Haha - it's not for everyone, that's for sure! I still find colouring in the little slips of paper really therapeutic :) (I think I'm pretty easily entertained!).

237Jackie_K
Nov 19, 2018, 12:27 pm

Category: Ailsa Craig (November Non-Fiction challenge: Politics, business, economics)



Ann Pettifor's The Production of Money: How to Break the Power of Bankers was a pretty accessible guide to economics - I'll be honest that some of it went over my head, but I think that might be because I mostly read it at the end of the day; it's definitely one I'll return to. What I did like about it was her 'call to arms' for greater public understanding of the financial system, and her focus on the environment and social issues within her exposition.

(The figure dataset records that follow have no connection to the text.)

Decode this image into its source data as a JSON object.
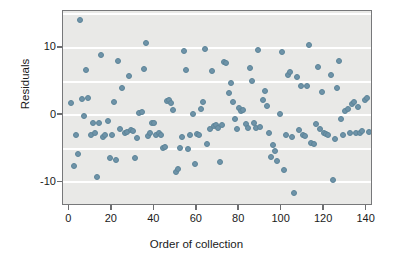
{
  "chart_data": {
    "type": "scatter",
    "title": "",
    "xlabel": "Order of collection",
    "ylabel": "Residuals",
    "xlim": [
      -3,
      143
    ],
    "ylim": [
      -13.5,
      15.5
    ],
    "xticks": [
      0,
      20,
      40,
      60,
      80,
      100,
      120,
      140
    ],
    "yticks": [
      10,
      0,
      -10
    ],
    "xtick_labels": [
      "0",
      "20",
      "40",
      "60",
      "80",
      "100",
      "120",
      "140"
    ],
    "ytick_labels": [
      "10",
      "0",
      "-10"
    ],
    "gridlines": {
      "horizontal": [
        15,
        10,
        5,
        0,
        -5,
        -10
      ],
      "vertical": []
    },
    "legend": null,
    "marker": {
      "color": "#6e93a8",
      "shape": "circle",
      "size": 6
    },
    "plot_background": "#e9e9e7",
    "grid_color": "#ffffff",
    "frame_color": "#77787a",
    "n_points": 141,
    "points": [
      [
        1,
        1.8
      ],
      [
        2,
        -7.6
      ],
      [
        3,
        -3.0
      ],
      [
        4,
        -5.7
      ],
      [
        5,
        14.1
      ],
      [
        6,
        2.4
      ],
      [
        7,
        -0.1
      ],
      [
        8,
        6.8
      ],
      [
        9,
        2.5
      ],
      [
        10,
        -2.9
      ],
      [
        11,
        -1.2
      ],
      [
        12,
        -2.6
      ],
      [
        13,
        -9.2
      ],
      [
        14,
        -1.1
      ],
      [
        15,
        8.9
      ],
      [
        16,
        -3.3
      ],
      [
        17,
        -3.0
      ],
      [
        18,
        -0.9
      ],
      [
        19,
        -6.4
      ],
      [
        20,
        -3.0
      ],
      [
        21,
        1.9
      ],
      [
        22,
        -6.6
      ],
      [
        23,
        8.0
      ],
      [
        24,
        -2.1
      ],
      [
        25,
        4.0
      ],
      [
        26,
        -2.7
      ],
      [
        27,
        -2.5
      ],
      [
        28,
        5.9
      ],
      [
        29,
        -2.2
      ],
      [
        30,
        -2.3
      ],
      [
        31,
        -6.4
      ],
      [
        32,
        -3.4
      ],
      [
        33,
        0.4
      ],
      [
        34,
        0.5
      ],
      [
        35,
        6.9
      ],
      [
        36,
        10.8
      ],
      [
        37,
        -3.1
      ],
      [
        38,
        -2.6
      ],
      [
        39,
        -1.1
      ],
      [
        40,
        -1.2
      ],
      [
        41,
        -3.0
      ],
      [
        42,
        -2.7
      ],
      [
        43,
        -2.9
      ],
      [
        44,
        -4.8
      ],
      [
        45,
        -4.7
      ],
      [
        46,
        2.1
      ],
      [
        47,
        2.3
      ],
      [
        48,
        1.8
      ],
      [
        49,
        0.8
      ],
      [
        50,
        -8.5
      ],
      [
        51,
        -8.0
      ],
      [
        52,
        -4.9
      ],
      [
        53,
        -3.3
      ],
      [
        54,
        9.5
      ],
      [
        55,
        6.7
      ],
      [
        56,
        -5.0
      ],
      [
        57,
        -3.0
      ],
      [
        58,
        0.2
      ],
      [
        59,
        -7.3
      ],
      [
        60,
        -2.8
      ],
      [
        61,
        -2.9
      ],
      [
        62,
        1.0
      ],
      [
        63,
        1.9
      ],
      [
        64,
        9.9
      ],
      [
        65,
        -4.3
      ],
      [
        66,
        -2.0
      ],
      [
        67,
        6.6
      ],
      [
        68,
        -1.6
      ],
      [
        69,
        -1.5
      ],
      [
        70,
        -1.9
      ],
      [
        71,
        -7.0
      ],
      [
        72,
        -1.5
      ],
      [
        73,
        7.9
      ],
      [
        74,
        7.7
      ],
      [
        75,
        3.3
      ],
      [
        76,
        4.8
      ],
      [
        77,
        1.9
      ],
      [
        78,
        -0.6
      ],
      [
        79,
        -2.0
      ],
      [
        80,
        1.1
      ],
      [
        81,
        0.6
      ],
      [
        82,
        0.8
      ],
      [
        83,
        -1.3
      ],
      [
        84,
        -1.9
      ],
      [
        85,
        7.0
      ],
      [
        86,
        5.1
      ],
      [
        87,
        -1.1
      ],
      [
        88,
        -1.9
      ],
      [
        89,
        9.7
      ],
      [
        90,
        -1.8
      ],
      [
        91,
        2.2
      ],
      [
        92,
        3.6
      ],
      [
        93,
        1.3
      ],
      [
        94,
        -2.7
      ],
      [
        95,
        -6.2
      ],
      [
        96,
        -4.4
      ],
      [
        97,
        -5.3
      ],
      [
        98,
        -6.8
      ],
      [
        99,
        0.2
      ],
      [
        100,
        9.4
      ],
      [
        101,
        -8.2
      ],
      [
        102,
        -3.0
      ],
      [
        103,
        6.0
      ],
      [
        104,
        6.4
      ],
      [
        105,
        -3.3
      ],
      [
        106,
        -11.6
      ],
      [
        107,
        5.7
      ],
      [
        108,
        -2.2
      ],
      [
        109,
        4.3
      ],
      [
        110,
        -2.9
      ],
      [
        111,
        -3.1
      ],
      [
        112,
        4.4
      ],
      [
        113,
        10.5
      ],
      [
        114,
        -4.2
      ],
      [
        115,
        -4.3
      ],
      [
        116,
        -1.3
      ],
      [
        117,
        7.2
      ],
      [
        118,
        -2.0
      ],
      [
        119,
        3.4
      ],
      [
        120,
        -2.6
      ],
      [
        121,
        -2.8
      ],
      [
        122,
        -3.0
      ],
      [
        123,
        6.0
      ],
      [
        124,
        -9.7
      ],
      [
        125,
        -3.5
      ],
      [
        126,
        4.0
      ],
      [
        127,
        8.0
      ],
      [
        128,
        -0.5
      ],
      [
        129,
        -3.0
      ],
      [
        130,
        0.7
      ],
      [
        131,
        0.9
      ],
      [
        132,
        -2.6
      ],
      [
        133,
        1.7
      ],
      [
        134,
        1.9
      ],
      [
        135,
        -2.7
      ],
      [
        136,
        1.2
      ],
      [
        137,
        -2.6
      ],
      [
        138,
        -2.4
      ],
      [
        139,
        2.3
      ],
      [
        140,
        2.6
      ],
      [
        141,
        -2.5
      ]
    ]
  }
}
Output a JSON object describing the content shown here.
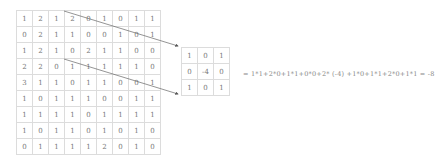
{
  "input_matrix": [
    [
      "1",
      "2",
      "1",
      "2",
      "0",
      "1",
      "0",
      "1",
      "1"
    ],
    [
      "0",
      "2",
      "1",
      "1",
      "0",
      "0",
      "1",
      "0",
      "1"
    ],
    [
      "1",
      "2",
      "1",
      "0",
      "2",
      "1",
      "1",
      "0",
      "0"
    ],
    [
      "2",
      "2",
      "0",
      "1",
      "1",
      "1",
      "1",
      "1",
      "0"
    ],
    [
      "3",
      "1",
      "1",
      "0",
      "1",
      "1",
      "0",
      "0",
      "1"
    ],
    [
      "1",
      "0",
      "1",
      "1",
      "1",
      "0",
      "0",
      "1",
      "1"
    ],
    [
      "1",
      "1",
      "1",
      "1",
      "0",
      "1",
      "1",
      "1",
      "1"
    ],
    [
      "1",
      "0",
      "1",
      "1",
      "0",
      "1",
      "0",
      "1",
      "0"
    ],
    [
      "0",
      "1",
      "1",
      "1",
      "1",
      "2",
      "0",
      "1",
      "0"
    ]
  ],
  "kernel_matrix": [
    [
      "1",
      "0",
      "1"
    ],
    [
      "0",
      "-4",
      "0"
    ],
    [
      "1",
      "0",
      "1"
    ]
  ],
  "equation": "= 1*1+2*0+1*1+0*0+2* (-4) +1*0+1*1+2*0+1*1 = -8",
  "colors": {
    "grid_line": "#dcdcdc",
    "text": "#777777",
    "arrow": "#555555"
  }
}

It's not the easiest read, but I'm glad I read it and have chipped away a little bit of my ignorance about the financial systems that govern so many of our day to day interactions and processes without us even realising it. 4/5.

238Chrischi_HH
Nov 19, 2018, 3:57 pm

It's been ages since I last stopped by and I can see many interesting books again. Two BBs hit their target: Among the Russians and The Reluctant Fundamentalist.

And I enjoy your little Brexit rants. ;) It's a topic that's so hard to understand, and so hard to relate to. Why would anyone want to leave the EU - and then not get a single piece in place for a deal? I recently learnt that I am affected, too: I work in the cigarette industry in product management and we also deliver products to the UK. The EU hold the copyright of the pictures being part of the health warning on the packs, so guess what? In case of a no-deal exit they would have to be changed. It's these small things that simply seem stupid... If my reading speed was a bit higher, I would love to include a Brexit category for next year, because I feel like diving deeper into the backgrounds of Brexit. But I'm afraid this is a bit too much, where to start, where to end?

239Jackie_K
Nov 19, 2018, 4:15 pm

>238 Chrischi_HH: I'm glad to pass on some BBs, I hope you enjoy them!

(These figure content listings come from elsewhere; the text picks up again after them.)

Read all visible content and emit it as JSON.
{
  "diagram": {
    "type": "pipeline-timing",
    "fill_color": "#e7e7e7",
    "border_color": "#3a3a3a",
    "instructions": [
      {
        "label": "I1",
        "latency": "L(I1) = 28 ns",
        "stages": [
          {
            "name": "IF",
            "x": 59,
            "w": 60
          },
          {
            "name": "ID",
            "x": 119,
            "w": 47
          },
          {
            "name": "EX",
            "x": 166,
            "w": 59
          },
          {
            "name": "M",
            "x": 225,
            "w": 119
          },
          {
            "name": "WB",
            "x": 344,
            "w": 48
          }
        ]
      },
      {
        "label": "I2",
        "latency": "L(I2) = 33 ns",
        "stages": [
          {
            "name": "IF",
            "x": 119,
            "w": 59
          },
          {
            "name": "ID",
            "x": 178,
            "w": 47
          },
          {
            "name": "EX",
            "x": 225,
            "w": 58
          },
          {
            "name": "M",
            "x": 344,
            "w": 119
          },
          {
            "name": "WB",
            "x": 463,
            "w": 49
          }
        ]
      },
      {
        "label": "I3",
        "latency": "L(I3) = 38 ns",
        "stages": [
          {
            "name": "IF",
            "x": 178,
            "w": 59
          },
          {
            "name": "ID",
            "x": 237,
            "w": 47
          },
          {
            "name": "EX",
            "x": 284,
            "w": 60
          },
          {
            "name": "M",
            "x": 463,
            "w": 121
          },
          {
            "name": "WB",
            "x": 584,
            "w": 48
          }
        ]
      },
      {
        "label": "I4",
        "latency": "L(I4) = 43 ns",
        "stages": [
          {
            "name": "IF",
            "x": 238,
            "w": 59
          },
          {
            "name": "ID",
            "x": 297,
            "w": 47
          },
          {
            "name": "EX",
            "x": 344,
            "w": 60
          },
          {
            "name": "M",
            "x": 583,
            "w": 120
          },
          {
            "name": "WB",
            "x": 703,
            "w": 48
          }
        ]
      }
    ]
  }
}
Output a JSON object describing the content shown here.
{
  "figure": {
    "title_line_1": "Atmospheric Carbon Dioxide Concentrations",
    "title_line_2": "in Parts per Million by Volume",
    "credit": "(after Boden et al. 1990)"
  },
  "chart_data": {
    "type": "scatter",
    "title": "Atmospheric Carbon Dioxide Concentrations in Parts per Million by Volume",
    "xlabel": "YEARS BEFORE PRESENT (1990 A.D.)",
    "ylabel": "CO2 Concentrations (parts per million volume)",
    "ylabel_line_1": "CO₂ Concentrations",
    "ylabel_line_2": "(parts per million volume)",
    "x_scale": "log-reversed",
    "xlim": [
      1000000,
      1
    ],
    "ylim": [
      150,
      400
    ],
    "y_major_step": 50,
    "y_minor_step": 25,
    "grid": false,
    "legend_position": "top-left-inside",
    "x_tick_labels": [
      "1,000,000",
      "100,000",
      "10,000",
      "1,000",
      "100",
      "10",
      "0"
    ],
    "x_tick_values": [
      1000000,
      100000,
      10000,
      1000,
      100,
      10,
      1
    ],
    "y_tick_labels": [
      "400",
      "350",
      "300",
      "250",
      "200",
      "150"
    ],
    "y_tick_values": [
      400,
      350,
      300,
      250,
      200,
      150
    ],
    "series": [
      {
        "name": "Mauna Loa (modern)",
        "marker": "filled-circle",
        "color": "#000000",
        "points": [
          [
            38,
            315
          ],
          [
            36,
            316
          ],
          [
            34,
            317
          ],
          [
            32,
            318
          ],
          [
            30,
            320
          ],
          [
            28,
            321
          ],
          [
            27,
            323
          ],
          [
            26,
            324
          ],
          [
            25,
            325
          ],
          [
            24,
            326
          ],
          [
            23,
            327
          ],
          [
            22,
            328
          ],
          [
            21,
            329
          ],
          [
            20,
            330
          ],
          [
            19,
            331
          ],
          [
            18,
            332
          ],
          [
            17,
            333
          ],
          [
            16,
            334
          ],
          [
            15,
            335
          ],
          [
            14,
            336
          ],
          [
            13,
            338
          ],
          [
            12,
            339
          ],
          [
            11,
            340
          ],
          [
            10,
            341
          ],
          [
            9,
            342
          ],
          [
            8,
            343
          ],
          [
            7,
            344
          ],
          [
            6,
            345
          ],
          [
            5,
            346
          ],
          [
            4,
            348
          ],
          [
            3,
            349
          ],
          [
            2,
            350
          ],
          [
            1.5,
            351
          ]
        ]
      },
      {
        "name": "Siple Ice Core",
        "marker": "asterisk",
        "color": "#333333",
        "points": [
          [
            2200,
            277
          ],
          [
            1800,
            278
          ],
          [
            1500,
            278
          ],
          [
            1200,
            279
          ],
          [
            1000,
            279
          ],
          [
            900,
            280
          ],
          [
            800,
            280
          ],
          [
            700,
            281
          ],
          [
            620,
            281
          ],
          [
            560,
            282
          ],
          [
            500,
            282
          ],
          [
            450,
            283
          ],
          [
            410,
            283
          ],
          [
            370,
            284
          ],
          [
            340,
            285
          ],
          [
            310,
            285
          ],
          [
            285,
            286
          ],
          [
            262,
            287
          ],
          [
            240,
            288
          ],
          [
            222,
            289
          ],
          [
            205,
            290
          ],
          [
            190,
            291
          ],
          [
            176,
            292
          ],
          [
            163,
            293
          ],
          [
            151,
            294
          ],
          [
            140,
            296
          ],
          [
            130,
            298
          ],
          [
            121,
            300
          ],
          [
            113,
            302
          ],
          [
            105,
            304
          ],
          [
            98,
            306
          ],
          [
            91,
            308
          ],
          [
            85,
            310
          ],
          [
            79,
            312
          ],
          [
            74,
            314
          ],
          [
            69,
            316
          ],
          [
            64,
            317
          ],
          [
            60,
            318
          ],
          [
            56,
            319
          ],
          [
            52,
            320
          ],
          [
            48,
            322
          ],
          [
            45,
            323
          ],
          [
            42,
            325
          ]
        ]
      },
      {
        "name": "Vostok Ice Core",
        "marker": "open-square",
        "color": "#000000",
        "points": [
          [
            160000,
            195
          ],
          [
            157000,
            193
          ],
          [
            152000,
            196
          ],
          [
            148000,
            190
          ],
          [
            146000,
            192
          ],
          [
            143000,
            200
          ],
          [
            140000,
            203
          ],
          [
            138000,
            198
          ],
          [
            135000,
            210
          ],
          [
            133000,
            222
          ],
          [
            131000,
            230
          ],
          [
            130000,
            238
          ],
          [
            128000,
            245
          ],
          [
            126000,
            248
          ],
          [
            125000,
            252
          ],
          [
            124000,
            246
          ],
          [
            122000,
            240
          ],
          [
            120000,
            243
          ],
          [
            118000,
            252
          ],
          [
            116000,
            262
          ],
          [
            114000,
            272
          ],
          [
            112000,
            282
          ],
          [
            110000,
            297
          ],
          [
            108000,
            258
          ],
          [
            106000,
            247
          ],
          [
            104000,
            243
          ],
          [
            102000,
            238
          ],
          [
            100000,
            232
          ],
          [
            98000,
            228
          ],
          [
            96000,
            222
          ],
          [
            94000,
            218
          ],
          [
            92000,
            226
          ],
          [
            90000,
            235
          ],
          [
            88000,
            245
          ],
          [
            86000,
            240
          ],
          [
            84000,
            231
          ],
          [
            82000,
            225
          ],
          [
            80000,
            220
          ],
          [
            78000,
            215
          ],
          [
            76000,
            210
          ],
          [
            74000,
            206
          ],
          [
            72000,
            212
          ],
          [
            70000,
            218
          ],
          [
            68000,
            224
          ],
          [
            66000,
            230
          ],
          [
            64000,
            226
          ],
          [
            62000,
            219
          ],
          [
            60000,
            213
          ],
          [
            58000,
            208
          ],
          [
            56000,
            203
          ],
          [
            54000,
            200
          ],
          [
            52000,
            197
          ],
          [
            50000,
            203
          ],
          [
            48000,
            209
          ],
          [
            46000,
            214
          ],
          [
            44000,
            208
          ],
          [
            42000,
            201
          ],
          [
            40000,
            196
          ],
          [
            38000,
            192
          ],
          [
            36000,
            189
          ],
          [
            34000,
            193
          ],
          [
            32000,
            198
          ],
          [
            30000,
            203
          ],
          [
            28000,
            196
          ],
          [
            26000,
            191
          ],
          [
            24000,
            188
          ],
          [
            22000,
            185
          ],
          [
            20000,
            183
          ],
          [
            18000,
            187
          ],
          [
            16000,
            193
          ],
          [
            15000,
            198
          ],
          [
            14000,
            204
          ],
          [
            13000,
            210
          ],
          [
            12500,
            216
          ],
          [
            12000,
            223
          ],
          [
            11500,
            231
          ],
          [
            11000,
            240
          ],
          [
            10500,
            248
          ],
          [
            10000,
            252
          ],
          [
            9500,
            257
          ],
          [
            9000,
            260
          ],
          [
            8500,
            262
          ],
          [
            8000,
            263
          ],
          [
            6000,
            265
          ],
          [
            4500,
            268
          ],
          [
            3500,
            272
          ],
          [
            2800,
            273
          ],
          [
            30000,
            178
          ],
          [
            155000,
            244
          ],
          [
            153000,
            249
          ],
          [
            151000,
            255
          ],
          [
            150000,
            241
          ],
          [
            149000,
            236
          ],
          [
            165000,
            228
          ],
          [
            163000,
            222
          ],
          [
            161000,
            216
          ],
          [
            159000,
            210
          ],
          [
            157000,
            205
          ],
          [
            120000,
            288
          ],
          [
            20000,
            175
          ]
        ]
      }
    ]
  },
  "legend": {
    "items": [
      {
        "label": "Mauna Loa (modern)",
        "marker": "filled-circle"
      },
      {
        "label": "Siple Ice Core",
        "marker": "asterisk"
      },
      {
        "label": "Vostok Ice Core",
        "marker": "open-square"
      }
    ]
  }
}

Brexit is such an epic disaster, we are all watching what's happening, supposedly in our name, and much like Trump, just when you think it couldn't possibly get any worse, BAM! Something else that we can only stare open-mouthed at and think "you couldn't make it up". I don't think history will be kind to our current crop of politicians, who seem to be utterly clueless as to what is going on. Unfortunately I don't think the near-future is going to be kind to any of the rest of us Brits either.

My sister has just got German citizenship (she has lived in Germany for 22 years, her husband and child are German, and I think she has more than shown her commitment to the country!). I am really happy for her that she will remain a European citizen, even though I could cry with frustration at what those of us still in the UK will have to put up with.

240Helenliz
Nov 19, 2018, 4:31 pm

>239 Jackie_K: the phrase that springs to my mind most often is cake and eat it. As in they want it and are throwing toys out of the plan because they can't have it. I'm thinking of finding a small desert island somewhere and retiring for most of the next decade, or until the dust has settled.
My job is likely to be made harder. I work in medical devices and we have to comply with the rules of the country of manufacture and the country of sale. At present, UK and EU have the same rules, but it is likely that they will diverge over time, meaning that I'll have yet another set of rules to try and factor into the equation. And this was supposed to bring less red tape? will it heckaslike.

241Jackie_K
Nov 20, 2018, 3:09 pm

>240 Helenliz: Cake and eat it is exactly right. I find it so dispiriting that we are being led into this by people who only this far down the line have realised they can't deliver the moon that they promised, and are blaming everybody but themselves.

My husband's job will probably be the one in our household that will be most directly affected early on after March 29th, as his company currently has around 50% of its business in other EU countries. My own work will probably be more affected in the long run - the research side of things in particular might well be affected by changes in funding, with the UK researchers who use my freelance business no longer eligible to apply to the EU grant-givers who fund them at the moment. That is more likely to play out over time though, rather than immediately.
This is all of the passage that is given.